Wednesday 25 November 2009

James acts oddly

I had a phone call from the Welfare Officer at James' school. I had been expecting it. After all, it was only a matter of time.

"We are very concerned about James' odd behaviour," she said.

"Oh really?" I answered innocently. "What's he been doing?"

"The Headteacher found him in the playgroup yesterday walking round a dustbin," she said. "Just walking round and round. He was making himself really dizzy. A whole crowd of boys had gathered to watch him. The Head was concerned that a fight might break out, so she went out to ask him what he was doing. He answered that he was trying to set a new world record for walking around a dustbin. She took him into her office and had Stern Words with him. It contravenes Health and Safety you know."

That Health and Safety legislation must be really comprehensive. It was hard to think of a suitable answer. I did my best however.

I explained that James was a benign schizotype, which means that he has a genetic predisposition to schizophrenia. I explained that, when his brain is overloaded with tiredness, stress, noise or excitement he loses "situational awareness" and enters a sort of dream state. If he has lost the plot enough to be trying to lose consciousness then he is presumably very worried about something. The Head then giving him a telling off could make him hallucinate, forget where he is or imagine that she is a demon or a bowl of tulips.
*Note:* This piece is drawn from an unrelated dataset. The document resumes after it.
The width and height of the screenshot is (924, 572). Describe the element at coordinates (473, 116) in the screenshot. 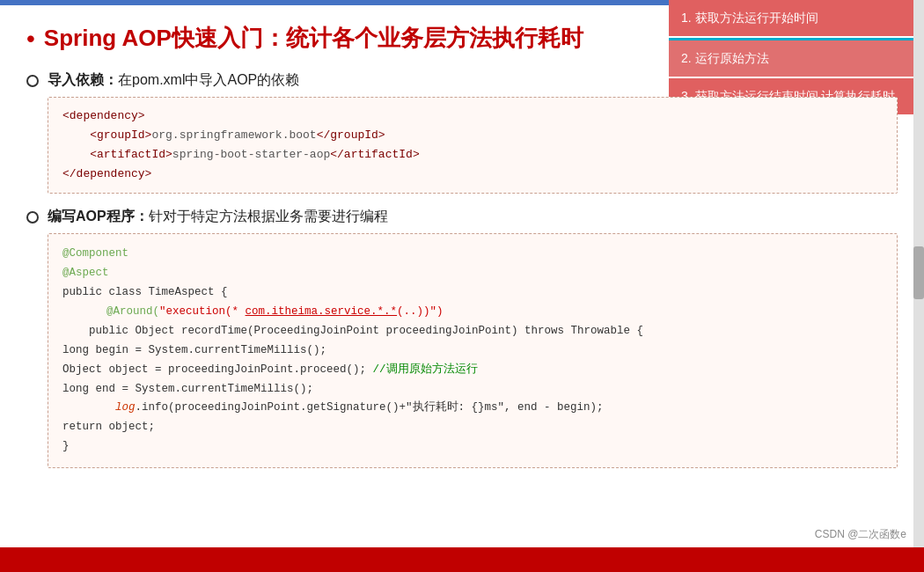

I see `dep-line1: <dependency>` at that location.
Far better, in my opinion, to sit him down somewhere quiet, give him a glass of water and then calmly and quietly ask him what is the matter.

I regretted not having mentioned James' weird tendencies before to the school, but explained that I am fed up of teachers, support staff and even doctors thinking that I have delusional tendencies. It tends to work out better if people realise that James is odd, and then come to me for help puzzling him out.

His last teacher at Primary School understood him very well. She used to send him on imaginary errands around the school at about 2pm, which woke him up a bit. She realised that otherwise he started seeing fairies and ghosts at around 2:30. Even so she didn't get it right every time. She didn't realise that, once his brain overloaded, he lost the power of speech and so couldn't tell her he was losing his grip on reality. When he was compelled to go to a school disco he ended up crouched in the boys' toilets with his eyes screwed shut and his fingers in his ears. His teacher had no idea that anything was wrong at the time and afterwards he felt too ashamed to tell her.

Despite my lack of faith (we schizotypes are mildly paranoid) the Welfare Officer at Big School showed a great deal of concern. She would like to get James recognised as requiring extra support (I think it means extra funding for the Welfare Office) and so suggested that they refer him to a psychologist. I answered that if they could find a psychologist that was up to speed with schizotypy I would eat James' shorts, but I would be very happy to be proved wrong. Even if he can't get on the Officially Odd list, it would help him a lot if his teachers could be educated in ways to deal with an overloading schizotype. They don't get training in dealing with hallucinating students.

1 comment:

  1. wow you do learn something new every day. interesting condition indeed, I am a polar opposite, if you will because I am into lucid dreaming, which is basically having the concentration/skill to use some techniques to get rid of the dillusions/nonlogic of a dream and realise that it's all basically a hallucination and then be able to control it/have fun with it.